Activity
From the first line of the records through the line containing "The width and height of the screenshot is (1338, 752).", retype every line exactly and nothing else.

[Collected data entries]
- - -

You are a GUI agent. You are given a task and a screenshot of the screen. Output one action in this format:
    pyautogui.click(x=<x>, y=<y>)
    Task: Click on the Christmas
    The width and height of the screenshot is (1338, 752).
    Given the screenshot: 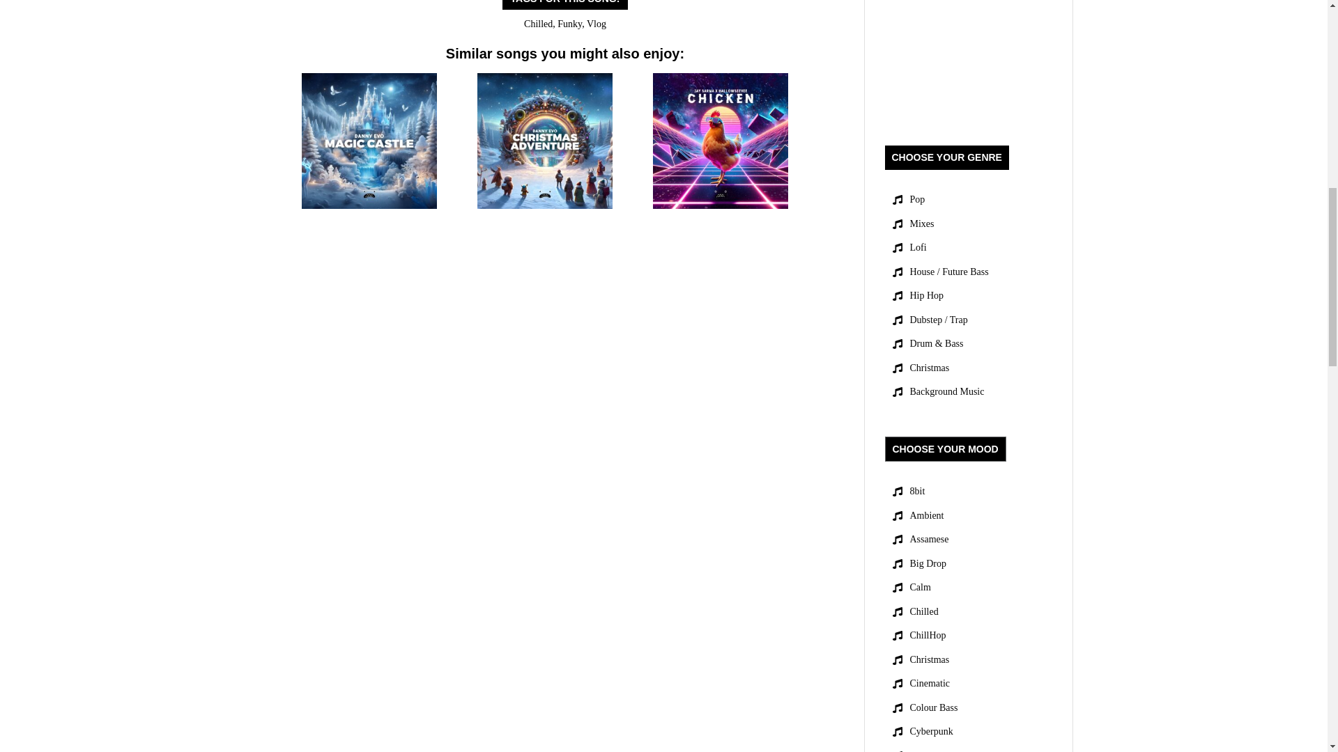 What is the action you would take?
    pyautogui.click(x=929, y=369)
    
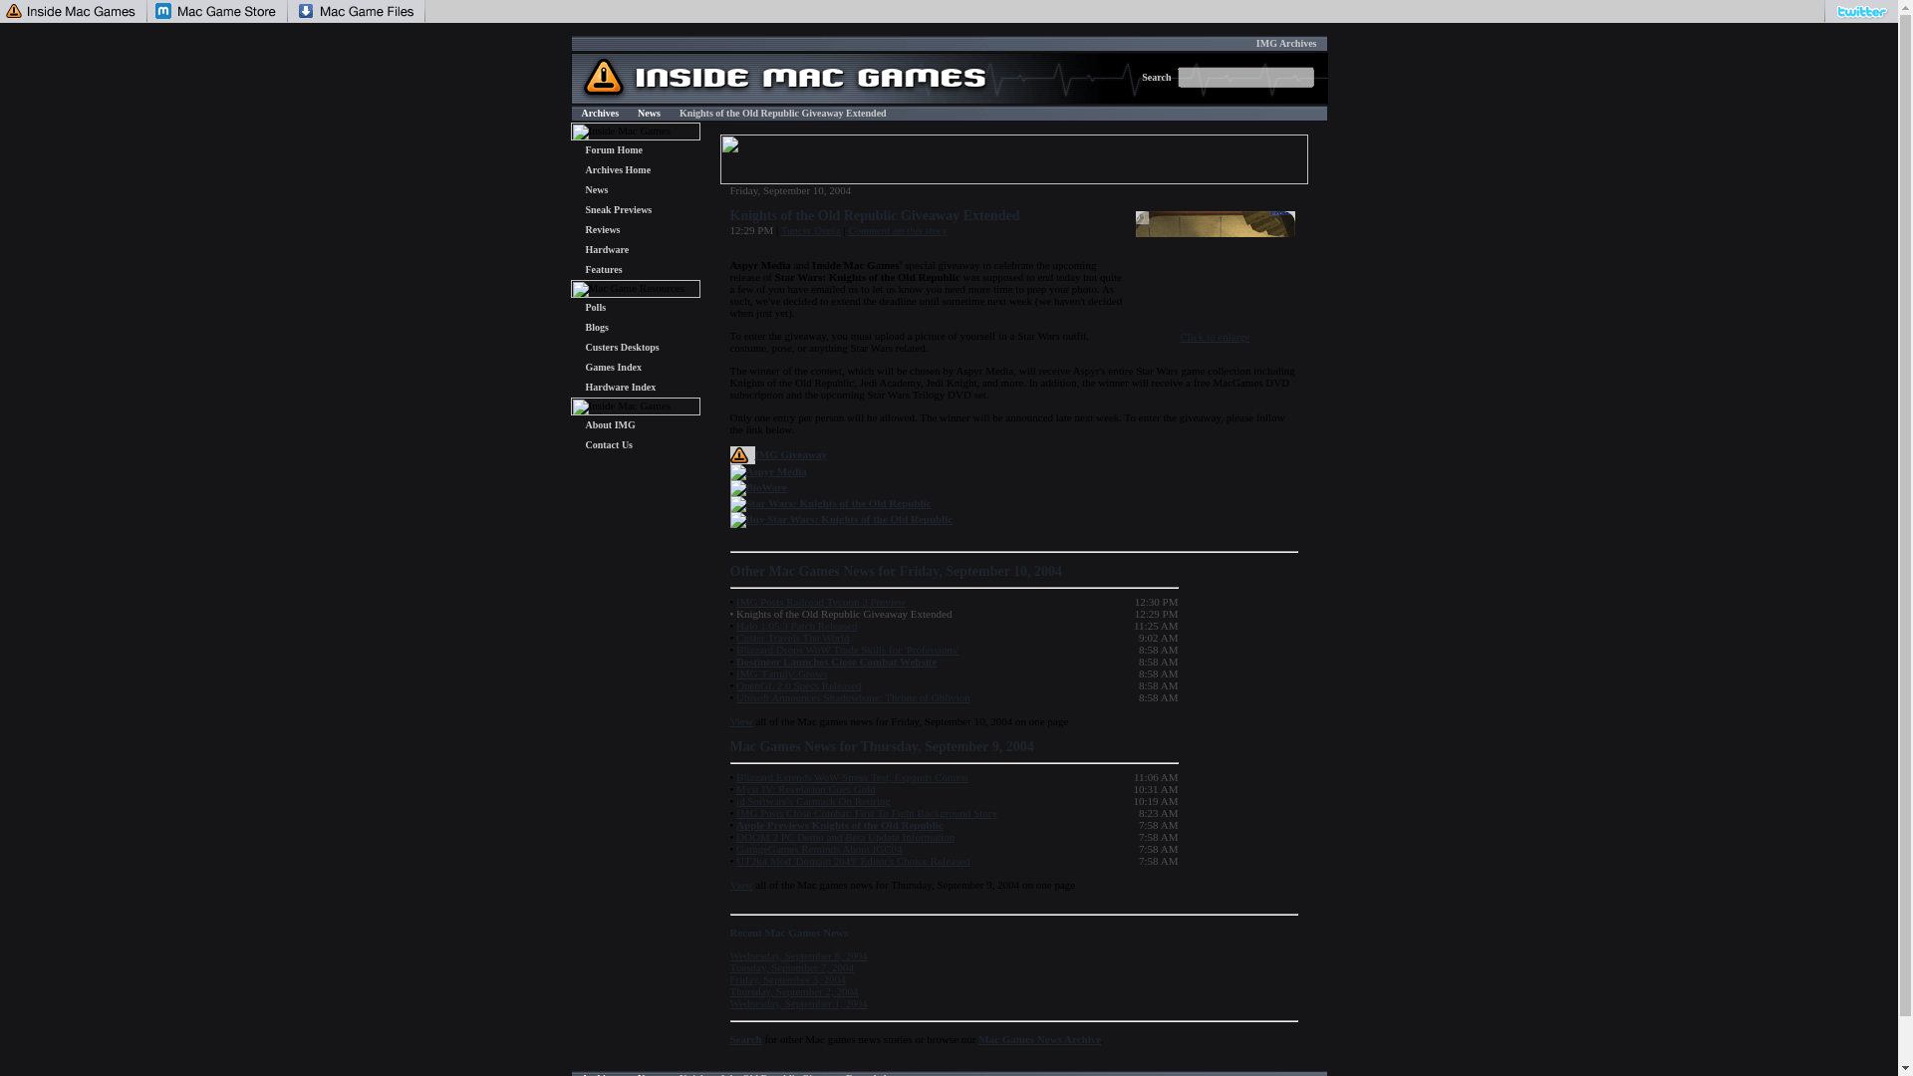  Describe the element at coordinates (596, 327) in the screenshot. I see `Blogs` at that location.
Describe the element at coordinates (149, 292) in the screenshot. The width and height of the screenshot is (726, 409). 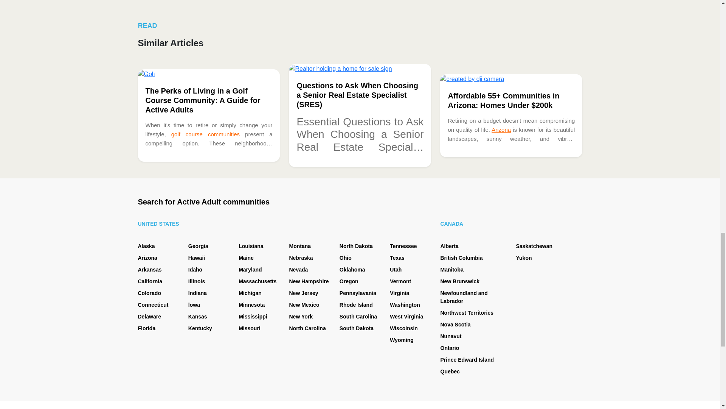
I see `Colorado` at that location.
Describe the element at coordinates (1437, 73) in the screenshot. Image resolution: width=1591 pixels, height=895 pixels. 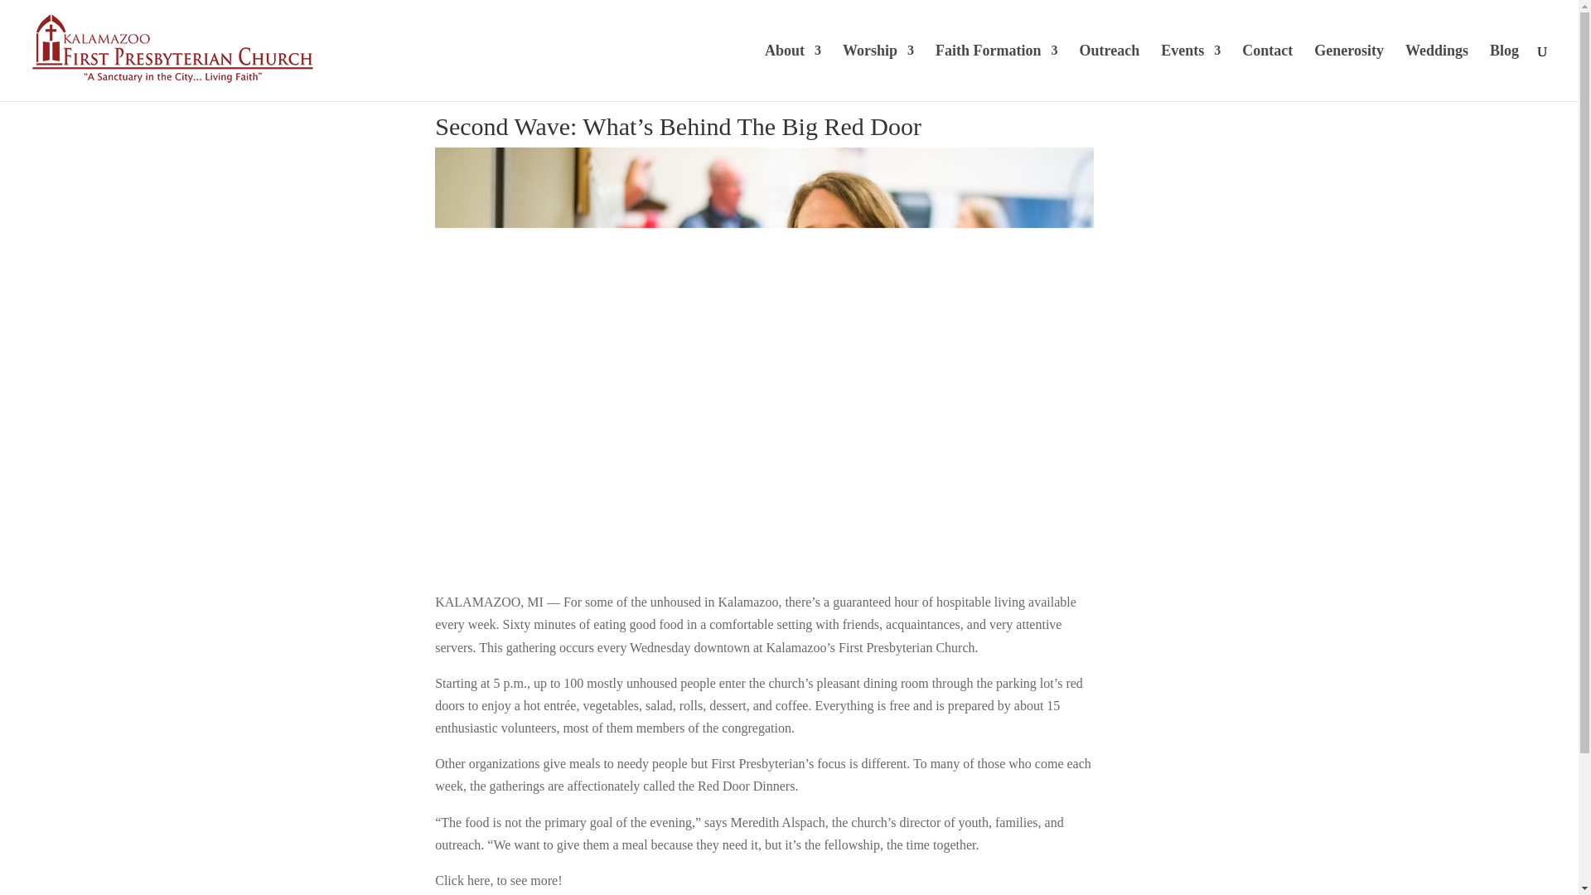
I see `Weddings` at that location.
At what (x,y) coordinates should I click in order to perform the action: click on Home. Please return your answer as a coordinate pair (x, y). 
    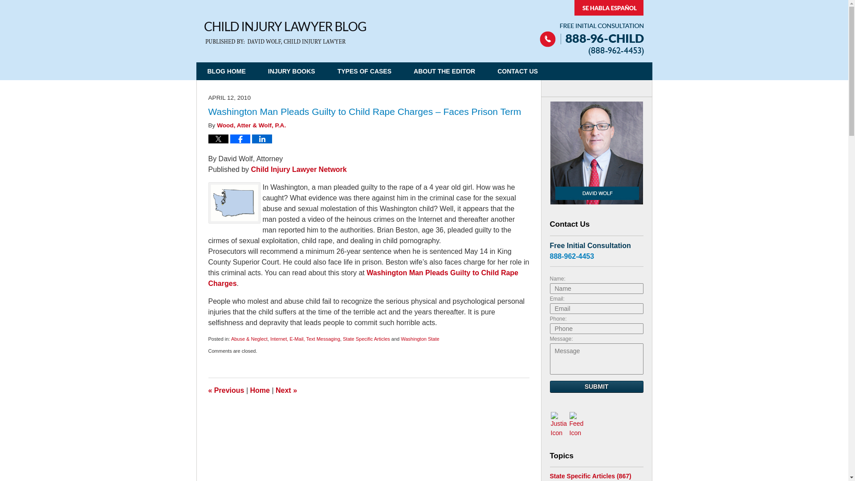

- - -

Response box
You are a GUI agent. You are given a task and a screenshot of the screen. Output one action in this format:
    pyautogui.click(x=<x>, y=<y>)
    Task: Click on the Christmas
    The width and height of the screenshot is (1338, 752).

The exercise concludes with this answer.